2. Facebook at Work, Coming to an Office Near You
In June, TechCrunch announced that Facebook was working on FB@Work — an enterprise product.
We’ve established that, for many companies, the concept of an entirely new way of working is just too much effort to expend for something so unproven and slow to achieve. Why wouldn’t Facebook capitalize on the fact that we’ve lowered our expectations to believe that “liking” and sharing updates are enough? That Minimum Viable Social keeps employees happier than they were before? Facebook is about to swoop in and take advantage of the fact that there’s nothing special about enterprise social software anymore, that it’s failed to live up to the transformative promises we’ve all heard.
“Wait, Facebook is a consumer product!” Of course it is. But work and personal lives are blending more and more, and I believe that Facebook has been eager to enter the enterprise market for a long time. In late 2010, Mark Zuckerberg announced Facebook Groups, which at the time was thought to be a potential enterprise email replacement. “Not today, this isn’t designed to be an enterprise product,” Zuckerberg told GigaOm about the feature. Not today. That dialogue was four years and several billion dollars in acquisitions ago. Facebook already owns the social connections in our personal lives … what’s left to conquer and monetize?
Facebook is arguably the lowest common technology denominator for people who work and have access to a computer or mobile device. Microsoft and Google, which power workplace technologies for the vast majority of employees, are focusing on their core competencies as they battle it out for email, storage and mission critical activities. Enter Facebook, “free” social technology in its most pure form, ready and willing to take advantage of the market demand and technology gap while the Tech Giants haggle over their bread and butter products.
And to the IT-purists who can’t fathom how a completely consumer product could permeate the walls of security and compliance, the stones built from acronyms like HIPAA, ISO, PII, LDAP and SSO — consider this: Facebook boasted 1.32 billion monthly active users in June, 2014. That’s nearly 19 percent of the entire world population.
For a product this ubiquitous, regulatory issues and enterprise-grade security features are merely hurdles to be traversed on the road toward enterprise domination.
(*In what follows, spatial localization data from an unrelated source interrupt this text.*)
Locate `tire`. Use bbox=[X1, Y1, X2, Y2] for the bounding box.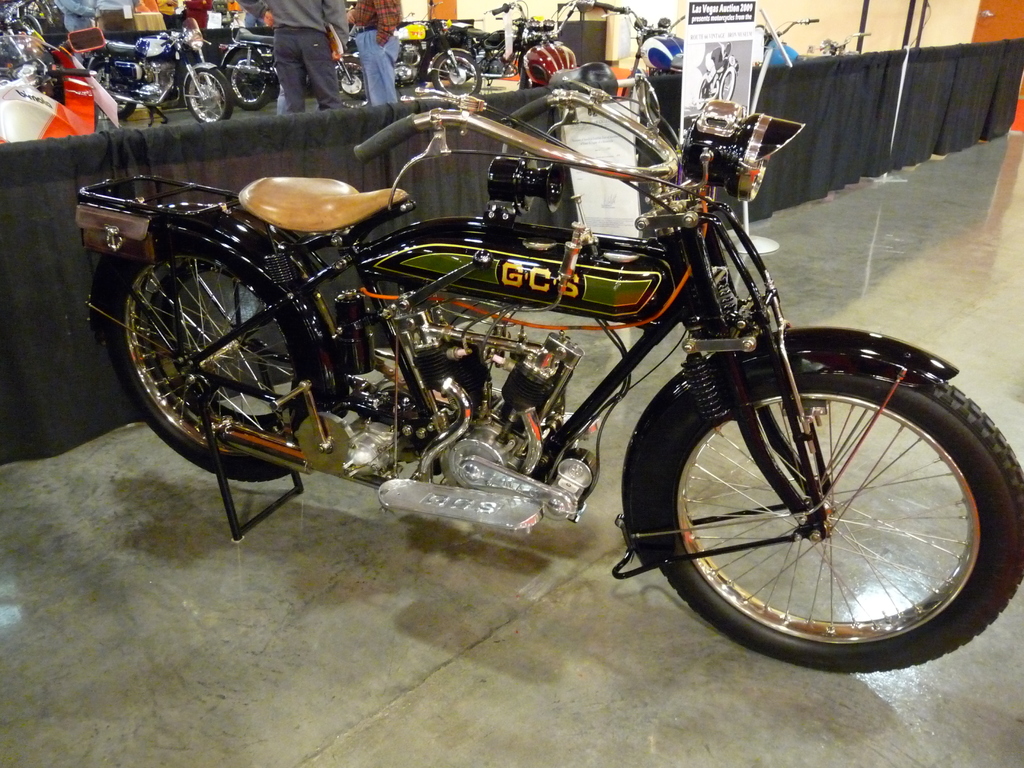
bbox=[86, 207, 353, 482].
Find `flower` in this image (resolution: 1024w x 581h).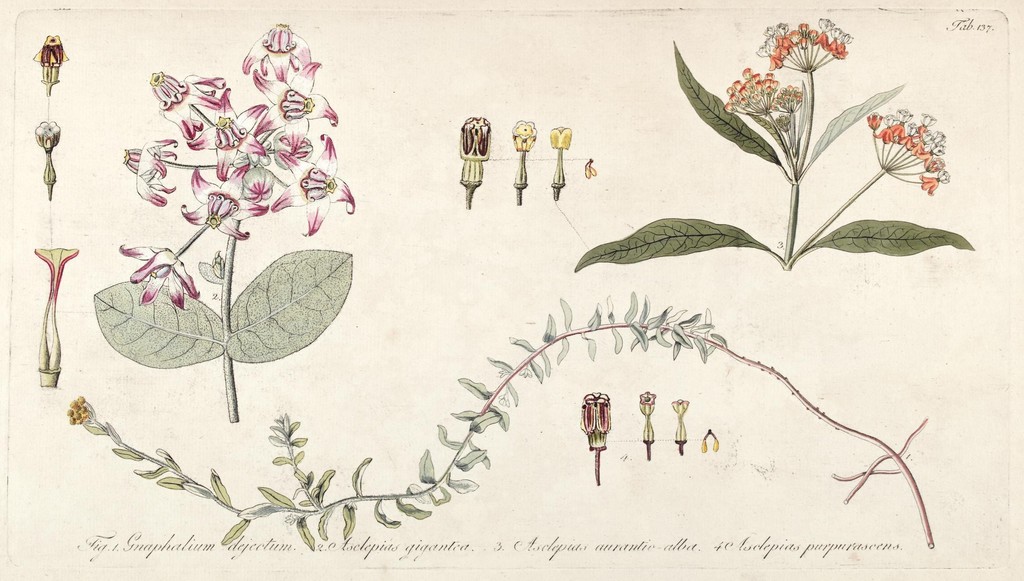
<box>199,249,235,282</box>.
Facebook has the motive AND the means to make slow and steady inroads by spending some of its $13.96 billion in laying around in cash and marketable securities to acquire the people and technology who can create enterprise-class offerings.
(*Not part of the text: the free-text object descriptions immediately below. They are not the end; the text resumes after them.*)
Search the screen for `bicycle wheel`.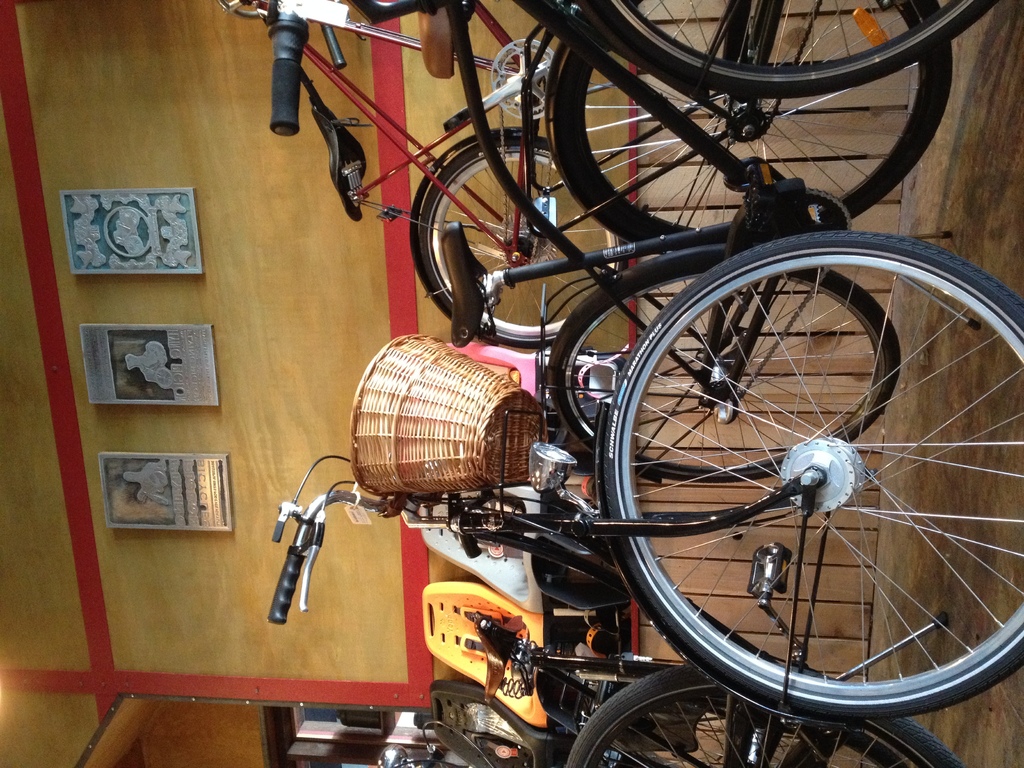
Found at Rect(551, 0, 947, 252).
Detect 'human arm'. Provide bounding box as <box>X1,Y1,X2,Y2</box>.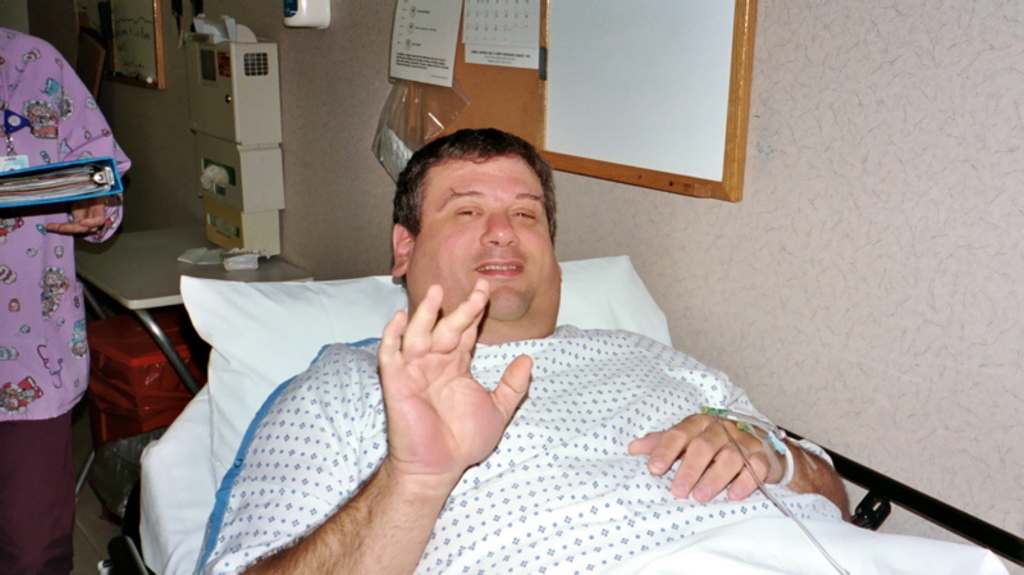
<box>626,333,849,519</box>.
Facebook is fast becoming the platform upon which people with internet access live their lives. If that doesn’t convince you that Facebook is an indomitable force coming to a workplace near you, I am not sure what will. And as this happens, the concept of the enterprise social network we all dreamed of launching will continue to fall apart. After all, remember that Facebook isn’t a community — it’s a free social tool that gives us some kind of personal gratification. As users, we broadcast, we watch, we ogle and we engage, but our feed is not an inclusive community with common goals and shared values.
My Advice: Create Your Own Vision for the Future
For the companies who have successfully created social communities, I applaud you. Keep up the good work. I hope that others will see your success and emulate what you do. Keep running, keep innovating and keep socializing.
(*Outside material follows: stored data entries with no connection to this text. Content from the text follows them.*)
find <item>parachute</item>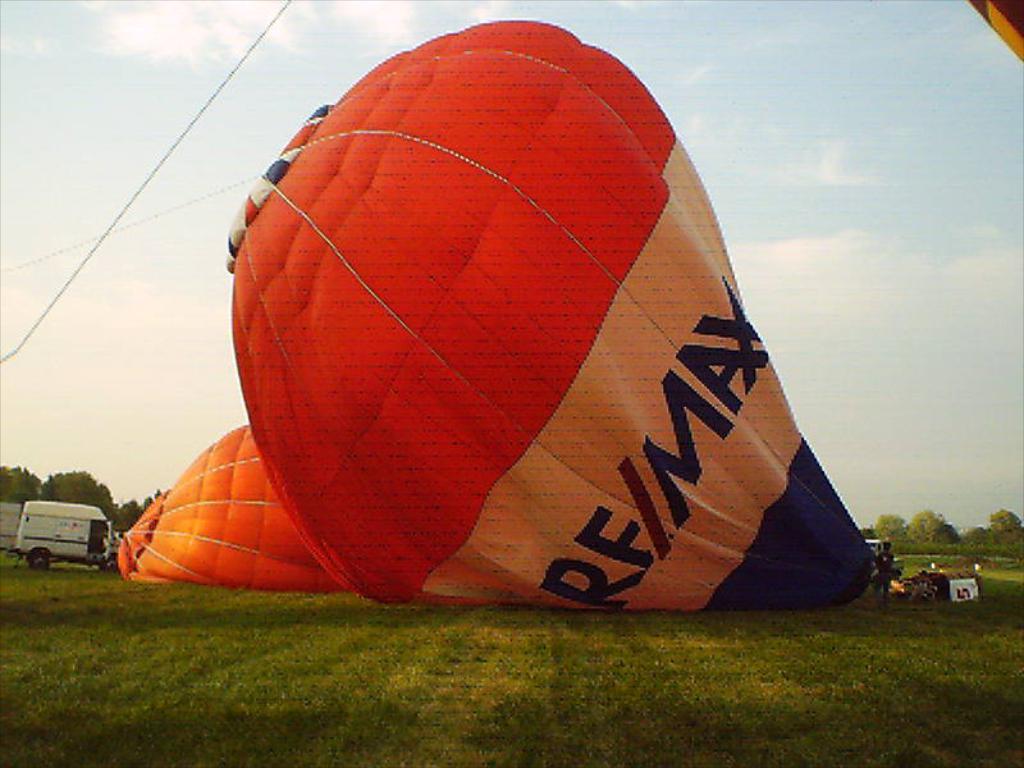
134:51:895:637
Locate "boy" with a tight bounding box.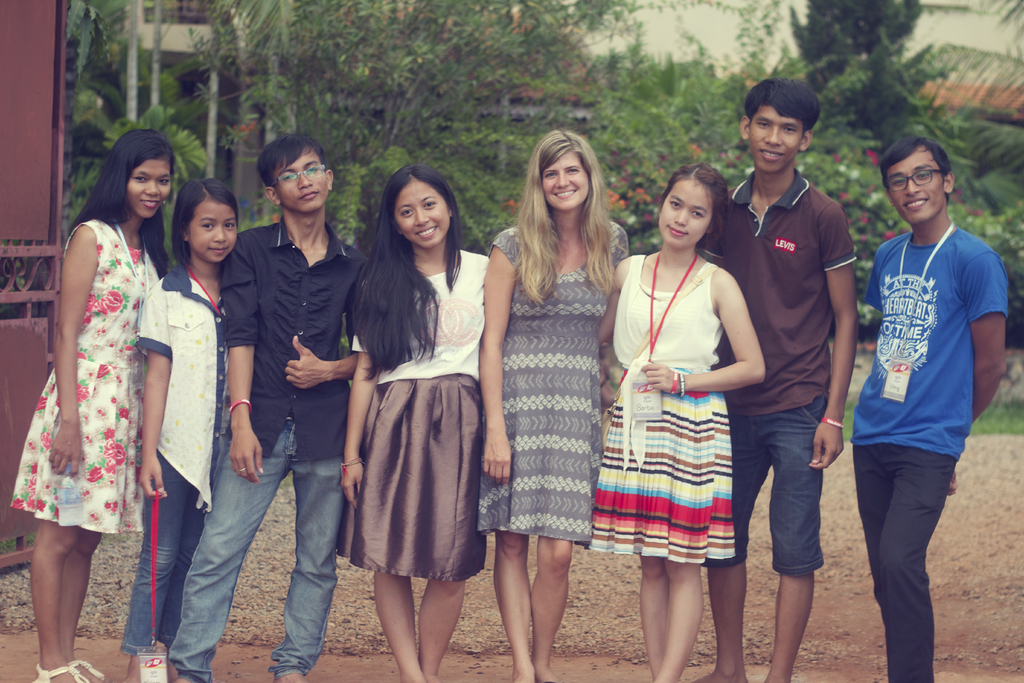
<region>851, 135, 1013, 682</region>.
For the companies who have yet to launch an enterprise social network, don’t let the commoditization scare you away. It’s a force to fight, but if you invest in social technology and, more importantly, strong program management, you can create an effective, robust community of employees. Don’t let vendors shape your culture. Choose the tools that are right for you and be content with slow, steady progress toward a true community.